The most important insight is that Blackrock committed to “putting ESG analysis at the heart of Aladdin”. This resulted in the unveiling of Aladdin Climate in December, that enables clients to perform climate-based security selection, portfolio construction and enterprise reporting.
This is the plumbing of the global financial system, and it is being radically altered in real-time. Here is the (anecdotal) result.
Fourth, there is obviously a ton of academic interest and literature in this area. The standout project is from Harvard, with its Impact-Weighted Accounts. This has duly received a lot of media attention, here, here, here, for example.
This is a highly ambitious project, with data at its core, that seeks to quantify the impact of publicly listed companies in terms of financial, social and environment performance. It goes beyond the IFRS Foundation’s proposal, described above, in many ways, and is more akin to Danone’s reveal of a carbon-adjusted EPS in February.
It is nonetheless a helpful exploration of the “outer perimeter” of sustainability reporting, if there is one.

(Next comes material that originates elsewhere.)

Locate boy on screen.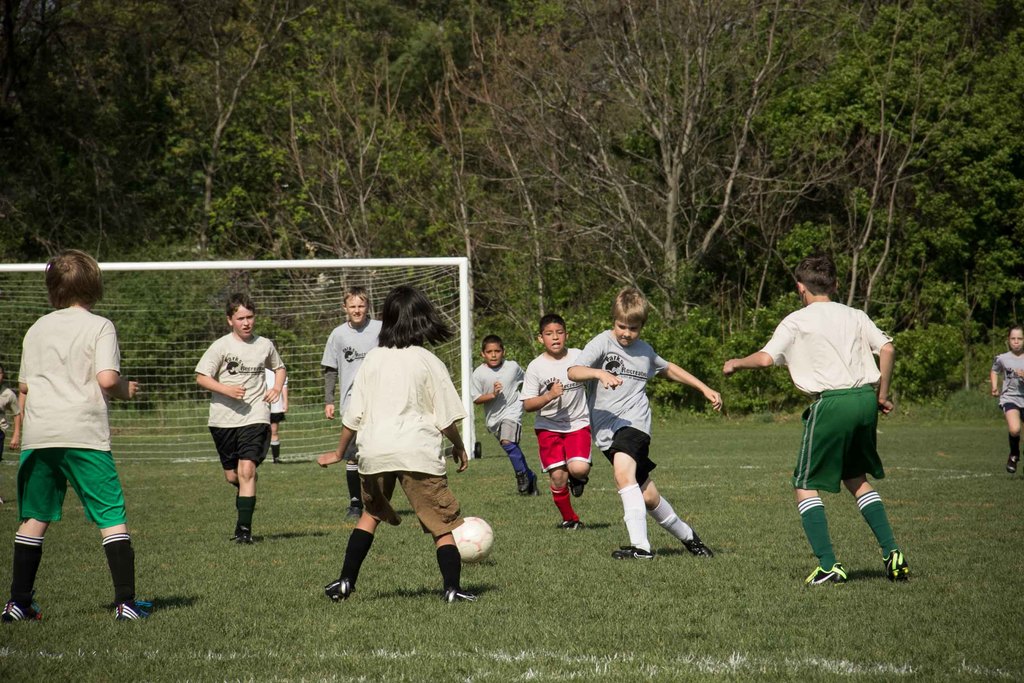
On screen at 320 286 381 521.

The publicly available dataset enable simple screens to constructed, such as shown in the next table, that highlights the bottom ten companies in the US, UK and Australia, in terms of environmental intensity as a percentage of revenue.
Fifth, and finally today, my basic view on how financial markets function and evolve is informed by my background with so-called social constructivism, and is sympathetic to Donald MacKenzie’s paraphrasing of Milton Friedman, in (superbly) contending that markets are ‘an engine not a camera’.
The significance of sustainability reporting goes well beyond putting new fuel into the engine. It is that the engine itself is evolving (just as the combustion engine is set to be replaced by an electronic motor).
In time, we may well see a transition from the traditional CAPM model of risk and return, to a three dimensional model that specifically incorporates impact.
To quote Larry Fink, this may happen '“sooner than most anticipate”.
Grant Wilson is Head of Asia Pacific for Exante Data, based in Sydney. He was previously a global macro portfolio manager in Singapore and New York. He is a contributor for the Australian Financial Review. His full bio can be found here.